A Missouri inmate was executed Tuesday for the 2003 murder, in what is believed to be the first execution of a transgender woman in the United States.
Amber McLaughlin, 49, was convicted of stalking her ex-girlfriend to death and then dumping her body in the Mississippi River in St. Louis. McLaughlin’s fate was sealed earlier Tuesday after Republican Gov. Mike Parsons denied a clemency request.
McLaughlin spoke quietly to a spiritual advisor at her side as she injected the lethal dose of pentobarbital. McLaughlin took two heavy breaths, then closed his eyes. He was pronounced dead a few minutes later.
“I’m sorry for what I did,” McLaughlin said in a final, written, statement. “I am a loving and caring person.”
A database on the website of the Death Penalty Information Center against the Death Penalty shows that 1,558 people have been executed since the death penalty was reinstated in the mid-1970s. All but 17 of those executed were men. The center said there are no known cases of an openly transgender prisoner being executed. McLaughlin began his transition nearly three years ago at the state prison in Potosi.
The clemency petition cited McLaughlin’s traumatic childhood and mental health issues, which the jury never heard about during his trial. A foster parent smeared feces on her face when she was a baby and her adoptive father used a stun gun on her, according to the petition. It cited severe depression that resulted in several suicide attempts, both as a child and as an adult.
The petition also included reports citing diagnoses of gender dysphoria, a condition that causes pain and other symptoms due to a disparity between a person’s gender identity and the gender they were assigned at birth. But McLaughlin’s sexual identity was not the “main focus” of the pardon request, said his attorney, Larry Komp.
In 2003, long before the transition, McLaughlin was in a relationship with Beverly Guenther. After they stopped dating, McLaughlin would show up at the suburban St. Louis office where the 45-year-old Guenther worked, sometimes hiding inside the building, according to court records. Guenther obtained a restraining order, and police officers sometimes drove to his car after work.
Guenther’s neighbors called the police on the night of November 20, 2003, when he failed to return home. Officers went to the office building, where they found a broken knife handle and a trail of blood next to her car. A day later, McLaughlin led police to a location near the Mississippi River in St. Louis, where the body had been dumped. Authorities say she was raped and stabbed repeatedly with a steak knife.
McLaughlin was convicted in 2006 of first-degree murder. A judge sentenced McLaughlin to death. Komp said Missouri and Indiana are the only states that allow a judge to sentence someone to death.
A court ordered a new sentencing hearing in 2016, but a federal appeals court panel reinstated the death penalty in 2021.
“McLaughlin terrorized Ms. Guenther during the final years of her life, but we hope her family and loved ones will finally find some peace,” Parsons said in a written statement after the execution.
McLaughlin began transitioning about three years ago, according to Jessica Hicklin, who spent 26 years in prison for drug-related murder before being released a year ago. Hicklin, now 43, sued the Missouri Department of Corrections, challenging a policy that prohibited hormone therapy for inmates who did not receive it before being incarcerated. She won the case in 2018 and became an advocate for other transgender inmates, including McLaughlin. McLaughlin did not receive hormone treatment, however, Komp said.
Hicklin described McLaughlin as a painfully shy person who came out of his shell after he decided to transition.
“He always had a smile and a dad joke,” Hicklin said. “If you talked to him, it was always with a dad joke.”
The Bureau of Justice Statistics estimates that there are 3,200 transgender inmates in the nation’s jails and prisons. Perhaps the most famous case of a transgender prisoner seeking treatment was that of Chelsea Manning, a former Army intelligence analyst who spent seven years in federal prison for leaking government documents to WikiLeaks until her sentence was commuted by President Barack Obama in 2017. The army agreed. Paying for hormone treatment for Manning in 2015.
In 2015, the U.S. Department of Justice wrote in a court filing that state prison officials must treat an inmate’s gender identity status the same way they treat other medical or mental health conditions, regardless of when the diagnosis was made.
The only woman executed in Missouri was Bonnie B. Headey, who was executed on December 18, 1953, for the kidnapping and murder of a 6-year-old boy. Heidi was killed in the gas chamber along with another kidnapper and murderer, Carl Austin Hall.
Nationally, 18 people were executed in 2022, including two in Missouri. Kevin Johnson was executed in November for the ambush killing of a Kirkwood, Missouri, police officer. Carman Deck was executed in May for the murders of James and Zelma Long during a robbery at their home in De Soto, Missouri.
Another Missouri inmate, Leonard Taylor, is scheduled to die on February 7 for killing his girlfriend and her three young children.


● **ABOUT THIS TASK**: An exact copy of the entries below is needed, with every picture left out.

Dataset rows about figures

=== Section Start ===

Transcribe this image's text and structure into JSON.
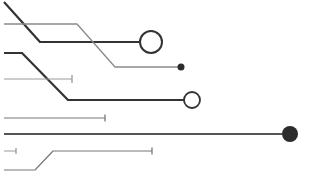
{
  "image": {
    "description": "Circuit-trace style line illustration with terminal nodes",
    "width": 312,
    "height": 179,
    "background": "#ffffff"
  },
  "colors": {
    "dark": "#333333",
    "medium": "#555555",
    "light": "#8a8a8a",
    "node_fill_dark": "#2b2b2b",
    "node_hollow_fill": "#ffffff"
  },
  "traces": [
    {
      "id": "trace-1",
      "points": "4,2 40,42 140,42",
      "stroke": "#333333",
      "width": 2.2,
      "terminal": {
        "type": "hollow-circle",
        "cx": 151,
        "cy": 42,
        "r": 11,
        "stroke_width": 2
      }
    },
    {
      "id": "trace-2",
      "points": "4,24 77,24 115,67 178,67",
      "stroke": "#8a8a8a",
      "width": 1.3,
      "terminal": {
        "type": "filled-circle",
        "cx": 181,
        "cy": 67,
        "r": 3.5
      }
    },
    {
      "id": "trace-3",
      "points": "4,53 22,53 68,100 184,100",
      "stroke": "#333333",
      "width": 2.2,
      "terminal": {
        "type": "hollow-circle",
        "cx": 192,
        "cy": 100,
        "r": 8,
        "stroke_width": 1.8
      }
    },
    {
      "id": "trace-4",
      "points": "4,79 72,79",
      "stroke": "#9a9a9a",
      "width": 1,
      "terminal": {
        "type": "tick",
        "x": 72,
        "y": 79,
        "h": 8
      }
    },
    {
      "id": "trace-5",
      "points": "4,118 105,118",
      "stroke": "#777777",
      "width": 1.2,
      "terminal": {
        "type": "tick",
        "x": 105,
        "y": 118,
        "h": 7
      }
    },
    {
      "id": "trace-6",
      "points": "4,134 282,134",
      "stroke": "#555555",
      "width": 1.8,
      "terminal": {
        "type": "filled-circle",
        "cx": 290,
        "cy": 134,
        "r": 8
      }
    },
    {
      "id": "trace-7",
      "points": "4,151 16,151",
      "stroke": "#9a9a9a",
      "width": 1,
      "terminal": {
        "type": "tick",
        "x": 16,
        "y": 151,
        "h": 6
      }
    },
    {
      "id": "trace-8",
      "points": "4,170 35,170 53,151 152,151",
      "stroke": "#777777",
      "width": 1.2,
      "terminal": {
        "type": "tick",
        "x": 152,
        "y": 151,
        "h": 7
      }
    }
  ]
}
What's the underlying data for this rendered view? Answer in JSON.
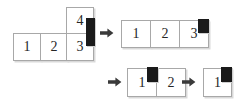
{
  "diagram": {
    "colors": {
      "cell_border": "#a8a8a8",
      "cell_fill": "#ffffff",
      "marker": "#1a1a1a",
      "shadow": "#d9d9d9",
      "arrow": "#3a3a3a",
      "text": "#262626"
    },
    "steps": [
      {
        "id": "step-1",
        "name": "l-shape-group",
        "cells": [
          {
            "label": "1"
          },
          {
            "label": "2"
          },
          {
            "label": "3"
          },
          {
            "label": "4"
          }
        ],
        "marker": {
          "orientation": "vertical",
          "position": "right-edge-spanning-4-and-3"
        }
      },
      {
        "id": "step-2",
        "name": "row-of-three-group",
        "cells": [
          {
            "label": "1"
          },
          {
            "label": "2"
          },
          {
            "label": "3"
          }
        ],
        "marker": {
          "orientation": "square",
          "position": "top-right-of-cell-3"
        }
      },
      {
        "id": "step-3",
        "name": "row-of-two-group",
        "cells": [
          {
            "label": "1"
          },
          {
            "label": "2"
          }
        ],
        "marker": {
          "orientation": "square",
          "position": "top-between-cell-1-and-2"
        }
      },
      {
        "id": "step-4",
        "name": "single-cell-group",
        "cells": [
          {
            "label": "1"
          }
        ],
        "marker": {
          "orientation": "square",
          "position": "top-right-of-cell-1"
        }
      }
    ],
    "arrows": [
      {
        "id": "arrow-1",
        "direction": "right",
        "glyph": "right-arrow"
      },
      {
        "id": "arrow-2",
        "direction": "right",
        "glyph": "right-arrow"
      },
      {
        "id": "arrow-3",
        "direction": "right",
        "glyph": "right-arrow"
      }
    ]
  }
}
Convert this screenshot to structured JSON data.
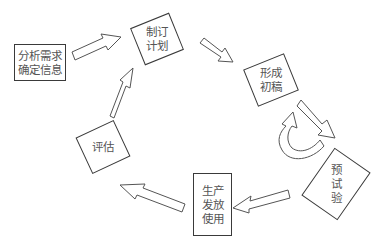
{
  "diagram": {
    "type": "cycle-flowchart",
    "nodes": [
      {
        "id": "analyze",
        "label": "分析需求\n确定信息"
      },
      {
        "id": "plan",
        "label": "制订\n计划"
      },
      {
        "id": "draft",
        "label": "形成\n初稿"
      },
      {
        "id": "pretest",
        "label": "预\n试\n验"
      },
      {
        "id": "produce",
        "label": "生产\n发放\n使用"
      },
      {
        "id": "evaluate",
        "label": "评估"
      }
    ],
    "edges": [
      {
        "from": "analyze",
        "to": "plan"
      },
      {
        "from": "plan",
        "to": "draft"
      },
      {
        "from": "draft",
        "to": "pretest"
      },
      {
        "from": "pretest",
        "to": "draft",
        "style": "curved-loop"
      },
      {
        "from": "pretest",
        "to": "produce"
      },
      {
        "from": "produce",
        "to": "evaluate"
      },
      {
        "from": "evaluate",
        "to": "plan"
      }
    ],
    "colors": {
      "stroke": "#3a3a3a",
      "text": "#555555",
      "background": "#ffffff"
    }
  }
}
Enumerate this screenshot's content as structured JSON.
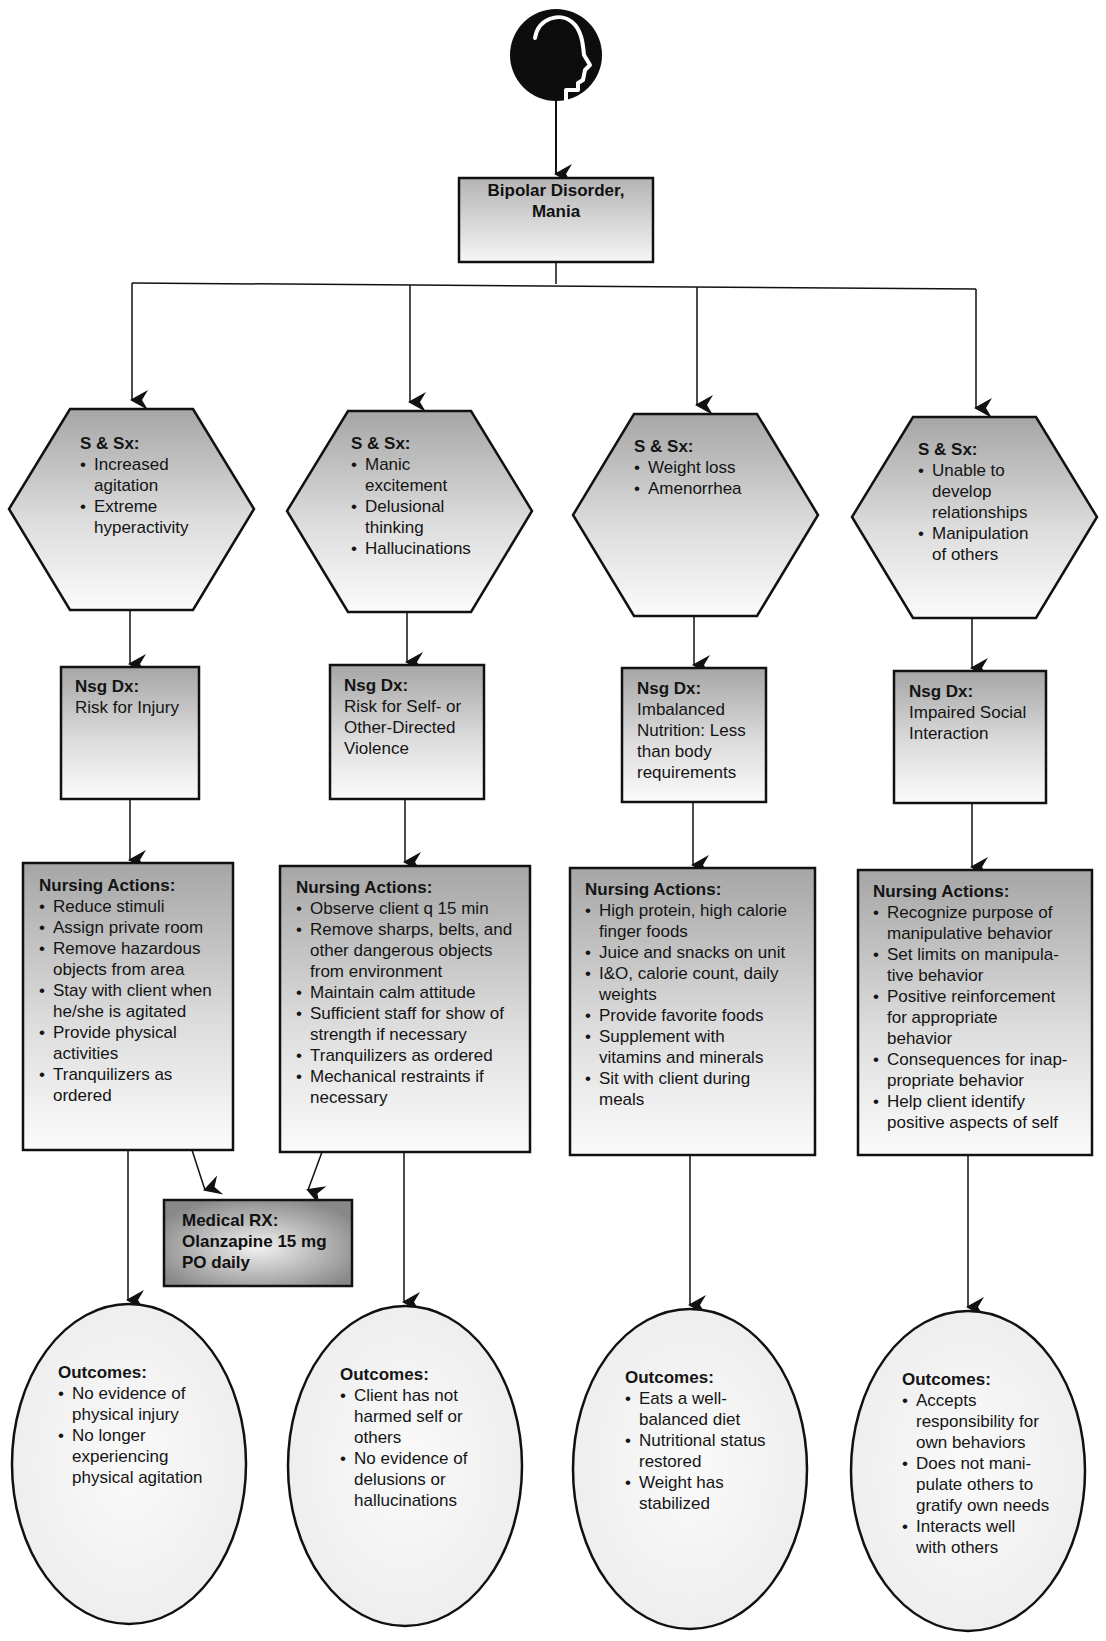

=== Section End ===

● **ANSWER**:
Transcribe this image's text and structure into JSON.
{
  "image": {
    "description": "Circuit-trace style line illustration with terminal nodes",
    "width": 312,
    "height": 179,
    "background": "#ffffff"
  },
  "colors": {
    "dark": "#333333",
    "medium": "#555555",
    "light": "#8a8a8a",
    "node_fill_dark": "#2b2b2b",
    "node_hollow_fill": "#ffffff"
  },
  "traces": [
    {
      "id": "trace-1",
      "points": "4,2 40,42 140,42",
      "stroke": "#333333",
      "width": 2.2,
      "terminal": {
        "type": "hollow-circle",
        "cx": 151,
        "cy": 42,
        "r": 11,
        "stroke_width": 2
      }
    },
    {
      "id": "trace-2",
      "points": "4,24 77,24 115,67 178,67",
      "stroke": "#8a8a8a",
      "width": 1.3,
      "terminal": {
        "type": "filled-circle",
        "cx": 181,
        "cy": 67,
        "r": 3.5
      }
    },
    {
      "id": "trace-3",
      "points": "4,53 22,53 68,100 184,100",
      "stroke": "#333333",
      "width": 2.2,
      "terminal": {
        "type": "hollow-circle",
        "cx": 192,
        "cy": 100,
        "r": 8,
        "stroke_width": 1.8
      }
    },
    {
      "id": "trace-4",
      "points": "4,79 72,79",
      "stroke": "#9a9a9a",
      "width": 1,
      "terminal": {
        "type": "tick",
        "x": 72,
        "y": 79,
        "h": 8
      }
    },
    {
      "id": "trace-5",
      "points": "4,118 105,118",
      "stroke": "#777777",
      "width": 1.2,
      "terminal": {
        "type": "tick",
        "x": 105,
        "y": 118,
        "h": 7
      }
    },
    {
      "id": "trace-6",
      "points": "4,134 282,134",
      "stroke": "#555555",
      "width": 1.8,
      "terminal": {
        "type": "filled-circle",
        "cx": 290,
        "cy": 134,
        "r": 8
      }
    },
    {
      "id": "trace-7",
      "points": "4,151 16,151",
      "stroke": "#9a9a9a",
      "width": 1,
      "terminal": {
        "type": "tick",
        "x": 16,
        "y": 151,
        "h": 6
      }
    },
    {
      "id": "trace-8",
      "points": "4,170 35,170 53,151 152,151",
      "stroke": "#777777",
      "width": 1.2,
      "terminal": {
        "type": "tick",
        "x": 152,
        "y": 151,
        "h": 7
      }
    }
  ]
}
What's the underlying data for this rendered view? Answer in JSON.
{
  "diagram": {
    "colors": {
      "cell_border": "#a8a8a8",
      "cell_fill": "#ffffff",
      "marker": "#1a1a1a",
      "shadow": "#d9d9d9",
      "arrow": "#3a3a3a",
      "text": "#262626"
    },
    "steps": [
      {
        "id": "step-1",
        "name": "l-shape-group",
        "cells": [
          {
            "label": "1"
          },
          {
            "label": "2"
          },
          {
            "label": "3"
          },
          {
            "label": "4"
          }
        ],
        "marker": {
          "orientation": "vertical",
          "position": "right-edge-spanning-4-and-3"
        }
      },
      {
        "id": "step-2",
        "name": "row-of-three-group",
        "cells": [
          {
            "label": "1"
          },
          {
            "label": "2"
          },
          {
            "label": "3"
          }
        ],
        "marker": {
          "orientation": "square",
          "position": "top-right-of-cell-3"
        }
      },
      {
        "id": "step-3",
        "name": "row-of-two-group",
        "cells": [
          {
            "label": "1"
          },
          {
            "label": "2"
          }
        ],
        "marker": {
          "orientation": "square",
          "position": "top-between-cell-1-and-2"
        }
      },
      {
        "id": "step-4",
        "name": "single-cell-group",
        "cells": [
          {
            "label": "1"
          }
        ],
        "marker": {
          "orientation": "square",
          "position": "top-right-of-cell-1"
        }
      }
    ],
    "arrows": [
      {
        "id": "arrow-1",
        "direction": "right",
        "glyph": "right-arrow"
      },
      {
        "id": "arrow-2",
        "direction": "right",
        "glyph": "right-arrow"
      },
      {
        "id": "arrow-3",
        "direction": "right",
        "glyph": "right-arrow"
      }
    ]
  }
}
Convert this screenshot to structured JSON data.
{
  "diagram": {
    "type": "cycle-flowchart",
    "nodes": [
      {
        "id": "analyze",
        "label": "分析需求\n确定信息"
      },
      {
        "id": "plan",
        "label": "制订\n计划"
      },
      {
        "id": "draft",
        "label": "形成\n初稿"
      },
      {
        "id": "pretest",
        "label": "预\n试\n验"
      },
      {
        "id": "produce",
        "label": "生产\n发放\n使用"
      },
      {
        "id": "evaluate",
        "label": "评估"
      }
    ],
    "edges": [
      {
        "from": "analyze",
        "to": "plan"
      },
      {
        "from": "plan",
        "to": "draft"
      },
      {
        "from": "draft",
        "to": "pretest"
      },
      {
        "from": "pretest",
        "to": "draft",
        "style": "curved-loop"
      },
      {
        "from": "pretest",
        "to": "produce"
      },
      {
        "from": "produce",
        "to": "evaluate"
      },
      {
        "from": "evaluate",
        "to": "plan"
      }
    ],
    "colors": {
      "stroke": "#3a3a3a",
      "text": "#555555",
      "background": "#ffffff"
    }
  }
}
Enumerate this screenshot's content as structured JSON.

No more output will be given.